Wednesday, September 06, 2017

The Mostly Pains and Occasional Pleasure of being Real

During the past year, I have paid attention to owning my feelings rather than simply skipping over them. This focus was brought on by some challenges in my sleep patterns and a subsequent reading of Bessel Van der Kolk's book "The Body Keeps The Score." His work indicates that childhood developmental trauma is responsible for physical and mental health issues later in life.

The book, a painful read, has many points of interest, but I was especially taken by the notion that in our attempts to please our parents (or authority figures) we often suppress our own feelings. In doing so, we may lose clarity internally, develop emotional blind spots and create unhealthy "ecosystems." However, I have learned that it is extremely difficult to be real about my feelings.

I initially viewed that the challenge would be not being angry or reactive, but that was not at all the issue. Instead, when I have gotten clarity about a specific bad feeling and shared it calmly, the response has been astonishingly similar to my own developmental experience. Instead of being addressed, the feeling is put aside. The result has been a disappointing (at least in the short term) narrowing of my friends.

But today I had the opposite experience. In a business context, I shared that I had felt inappropriately treated and readied myself for the multi-month norm of 1) I had it all wrong, 2) there was nothing going on and 3) there was nothing to fix. I also readied myself for a continued narrowing of my social sphere. Instead, I discovered something I didn't know existed - a supportive love and affirmation that has shifted my internal orientation. My social sphere has deepened and I have experienced a transformative support that calls on my best self.

It's true: honesty pays.

Monday, September 04, 2017

Stop and Smell the Roses

This morning I celebrated Labor Day with my daughter Brooke. While walking back from breakfast, she commented on the wonderful smell of the roses we just walked by. I paused and thought, "what a great day to 'stop and smell the roses' as Mac Davis used to sing." I turned around and smelled the roses, but smelled nothing.

I asked Brooke if she could smell them and she said yes even from where she stood (further away). I tried again and smelled nothing. I asked her what roses smelled like. She seemed surprised that I had no sense of their smell. My mother operated a florist shop, I was the delivery boy and had no recollection of a smell of those roses either. Until today, I truly thought that roses were chosen for their appearance! I have also been gardening ten rose bushes for years and harvesting their blossoms for vases in the house without any awareness of smell.

I googled the term and saw several scary articles about the onset of cancer or Parkinson's, but realized that I couldn't smell roses forty years ago, so health issues are not the driver. I searched further and found articles about the "sweet" smell of roses, but apparently that is simply not in my olfactory vocabulary. I might have to rephrase to "stop and smell the magnolias" (which has never been a problem).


Work item – An exact transcription of every entry is required. Images are not part of it.

Record extracts –
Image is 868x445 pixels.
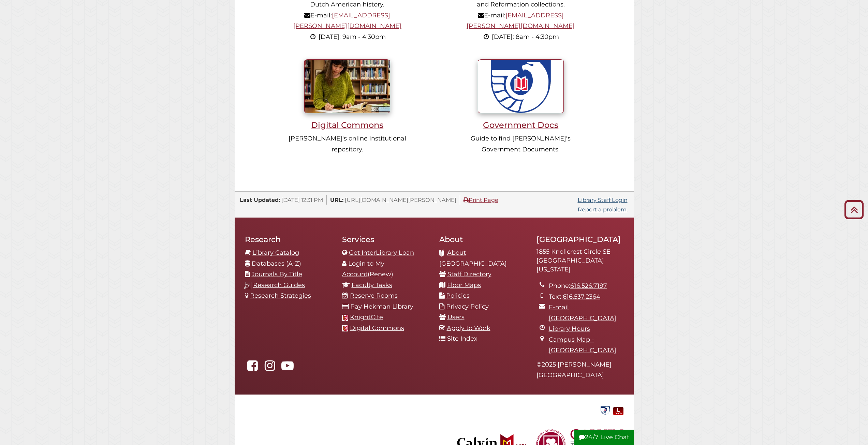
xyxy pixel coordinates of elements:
span: [URL][DOMAIN_NAME][PERSON_NAME] [345,196,457,204]
a: Get InterLibrary Loan [349,249,414,257]
a: Faculty Tasks [352,282,392,289]
a: Report a problem. [578,206,627,213]
h2: [GEOGRAPHIC_DATA] [536,234,624,244]
p: Guide to find [PERSON_NAME]'s Government Documents. [451,133,590,155]
a: Hekman Library on YouTube [280,364,295,372]
a: Privacy Policy [446,302,489,310]
h3: Government Docs [451,120,590,130]
a: [EMAIL_ADDRESS][PERSON_NAME][DOMAIN_NAME] [467,11,575,30]
h2: Services [342,234,429,244]
a: Back to Top [841,204,866,215]
li: Phone: [549,281,624,292]
p: © 2025 [PERSON_NAME][GEOGRAPHIC_DATA] [536,359,624,381]
a: Pay Hekman Library [350,302,414,310]
a: Campus Map - [GEOGRAPHIC_DATA] [549,336,616,354]
a: Disability Assistance [613,406,624,413]
a: Library Hours [549,325,590,332]
li: Text: [549,292,624,302]
i: Print Page [464,197,469,203]
a: Login to My Account [342,260,384,278]
a: Library Staff Login [578,196,627,204]
a: E-mail [GEOGRAPHIC_DATA] [549,303,616,322]
a: Digital Commons [278,82,416,130]
img: Government Documents Federal Depository Library [598,406,611,415]
a: Hekman Library on Facebook [245,364,260,372]
span: [DATE]: 8am - 4:30pm [492,33,559,41]
img: Calvin favicon logo [342,325,348,331]
img: U.S. Government Documents seal [478,59,563,113]
img: research-guides-icon-white_37x37.png [244,282,252,289]
p: [PERSON_NAME]'s online institutional repository. [278,133,416,155]
span: [DATE]: 9am - 4:30pm [318,33,386,41]
a: Users [447,313,464,321]
a: Government Docs [451,82,590,130]
a: Library Catalog [252,249,299,257]
a: Reserve Rooms [350,292,398,300]
address: 1855 Knollcrest Circle SE [GEOGRAPHIC_DATA][US_STATE] [536,247,624,274]
a: Government Documents Federal Depository Library [598,406,611,413]
a: 616.526.7197 [571,282,607,290]
img: Disability Assistance [613,406,624,415]
h2: About [439,234,526,244]
a: Site Index [447,335,477,343]
span: Last Updated: [239,196,280,204]
a: Research Guides [253,282,305,289]
a: Databases (A-Z) [252,260,301,267]
a: hekmanlibrary on Instagram [262,364,278,372]
a: Print Page [464,196,498,204]
a: Policies [446,292,469,300]
a: Journals By Title [252,270,302,278]
img: Calvin favicon logo [342,315,348,321]
li: (Renew) [342,259,429,280]
img: Student writing inside library [304,59,390,113]
a: About [GEOGRAPHIC_DATA] [439,249,507,267]
a: Research Strategies [250,292,311,300]
a: Floor Maps [447,282,481,289]
a: [EMAIL_ADDRESS][PERSON_NAME][DOMAIN_NAME] [293,11,401,30]
h2: Research [245,234,332,244]
a: 616.537.2364 [563,293,600,300]
h3: Digital Commons [278,120,416,130]
a: KnightCite [350,313,383,321]
a: Digital Commons [350,324,404,332]
span: [DATE] 12:31 PM [282,196,323,204]
a: Apply to Work [447,324,490,332]
span: URL: [330,196,343,204]
a: Staff Directory [447,270,492,278]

Solved exercise –
Image is 868x445 pixels.
xyxy pixel coordinates of elements:
span: [URL][DOMAIN_NAME][PERSON_NAME] [345,196,457,204]
a: Get InterLibrary Loan [349,249,414,257]
a: Faculty Tasks [352,282,392,289]
a: Report a problem. [578,206,627,213]
h2: [GEOGRAPHIC_DATA] [536,234,624,244]
p: Guide to find [PERSON_NAME]'s Government Documents. [451,133,590,155]
a: Hekman Library on YouTube [280,364,295,372]
a: Privacy Policy [446,302,489,310]
h3: Government Docs [451,120,590,130]
a: [EMAIL_ADDRESS][PERSON_NAME][DOMAIN_NAME] [467,11,575,30]
h2: Services [342,234,429,244]
a: Back to Top [841,204,866,215]
li: Phone: [549,281,624,292]
p: © 2025 [PERSON_NAME][GEOGRAPHIC_DATA] [536,359,624,381]
a: Pay Hekman Library [350,302,414,310]
a: Campus Map - [GEOGRAPHIC_DATA] [549,336,616,354]
a: Disability Assistance [613,406,624,413]
a: Library Hours [549,325,590,332]
li: Text: [549,292,624,302]
i: Print Page [464,197,469,203]
a: Login to My Account [342,260,384,278]
a: Library Staff Login [578,196,627,204]
a: E-mail [GEOGRAPHIC_DATA] [549,303,616,322]
a: Digital Commons [278,82,416,130]
img: Government Documents Federal Depository Library [598,406,611,415]
a: Hekman Library on Facebook [245,364,260,372]
span: [DATE]: 8am - 4:30pm [492,33,559,41]
img: Calvin favicon logo [342,325,348,331]
img: U.S. Government Documents seal [478,59,563,113]
img: research-guides-icon-white_37x37.png [244,282,252,289]
p: [PERSON_NAME]'s online institutional repository. [278,133,416,155]
span: [DATE]: 9am - 4:30pm [318,33,386,41]
a: Users [447,313,464,321]
a: Government Docs [451,82,590,130]
a: Library Catalog [252,249,299,257]
a: Reserve Rooms [350,292,398,300]
address: 1855 Knollcrest Circle SE [GEOGRAPHIC_DATA][US_STATE] [536,247,624,274]
a: Government Documents Federal Depository Library [598,406,611,413]
a: 616.526.7197 [571,282,607,290]
img: Disability Assistance [613,406,624,415]
h2: About [439,234,526,244]
a: Site Index [447,335,477,343]
span: Last Updated: [239,196,280,204]
a: Research Guides [253,282,305,289]
a: Databases (A-Z) [252,260,301,267]
a: hekmanlibrary on Instagram [262,364,278,372]
a: Print Page [464,196,498,204]
a: Policies [446,292,469,300]
a: Journals By Title [252,270,302,278]
img: Calvin favicon logo [342,315,348,321]
li: (Renew) [342,259,429,280]
img: Student writing inside library [304,59,390,113]
a: About [GEOGRAPHIC_DATA] [439,249,507,267]
a: Research Strategies [250,292,311,300]
a: Floor Maps [447,282,481,289]
a: [EMAIL_ADDRESS][PERSON_NAME][DOMAIN_NAME] [293,11,401,30]
h2: Research [245,234,332,244]
a: 616.537.2364 [563,293,600,300]
h3: Digital Commons [278,120,416,130]
a: KnightCite [350,313,383,321]
a: Digital Commons [350,324,404,332]
span: [DATE] 12:31 PM [282,196,323,204]
a: Apply to Work [447,324,490,332]
span: URL: [330,196,343,204]
a: Staff Directory [447,270,492,278]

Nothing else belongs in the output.